32 mapped questions · 9 IAM domains

SOC 2
Threshold 2.5 of 4.0

SOC 2 Type II

SOC 2 reports on a service organization’s controls against the AICPA Trust Services Criteria. The CC6 logical access series covers access provisioning, authentication, and removal, and a Type II report tests operating effectiveness over a period of time rather than at a point in time.

25 mapped questions · 9 IAM domains

NIST CSF 2.0
Threshold 2.0 of 4.0

NIST Cybersecurity Framework 2.0

The NIST Cybersecurity Framework 2.0 is a voluntary framework for managing cybersecurity risk. Identity, authentication, and access control live primarily in the PR.AA category, governance expectations in the GV function, and identity threat detection in the DE function. Implementation Tier 2 corresponds to risk-informed, repeatable processes.
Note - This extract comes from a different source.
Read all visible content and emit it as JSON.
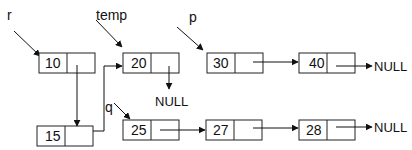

34 mapped questions · 9 IAM domains

NIST SP 800-53
Threshold 2.5 of 4.0

NIST SP 800-53 (Moderate Baseline)

NIST SP 800-53 is the control catalog used across US federal systems and many regulated programs. The Access Control (AC) and Identification and Authentication (IA) families define account management, least privilege, separation of duties, and authenticator management. AXIS scores against the Moderate baseline; the High baseline carries a stricter threshold for enhanced and automated controls.

19 mapped questions · 6 IAM domains

NIST SP 800-63B
Threshold 2.5 of 4.0

NIST SP 800-63B Digital Identity Guidelines

NIST SP 800-63B, part of the Digital Identity Guidelines, defines Authentication Assurance Levels (AAL1 to AAL3) for digital authentication. It covers authenticator types, phishing resistance, session management, and account recovery, and is widely referenced for both workforce and customer authentication design.

8 mapped questions · 3 IAM domains

Framework mappings are derived from the AXIS question bank and scored with the same engine that powers assessment results. Alignment scores are indicative: they are not a certification, an audit opinion, or legal advice. See each framework page for the exact question mapping and threshold.

See Your Alignment in One Assessment

Answer the assessment once; AXIS scores your identity program against every applicable framework, filtered by your scope and industry.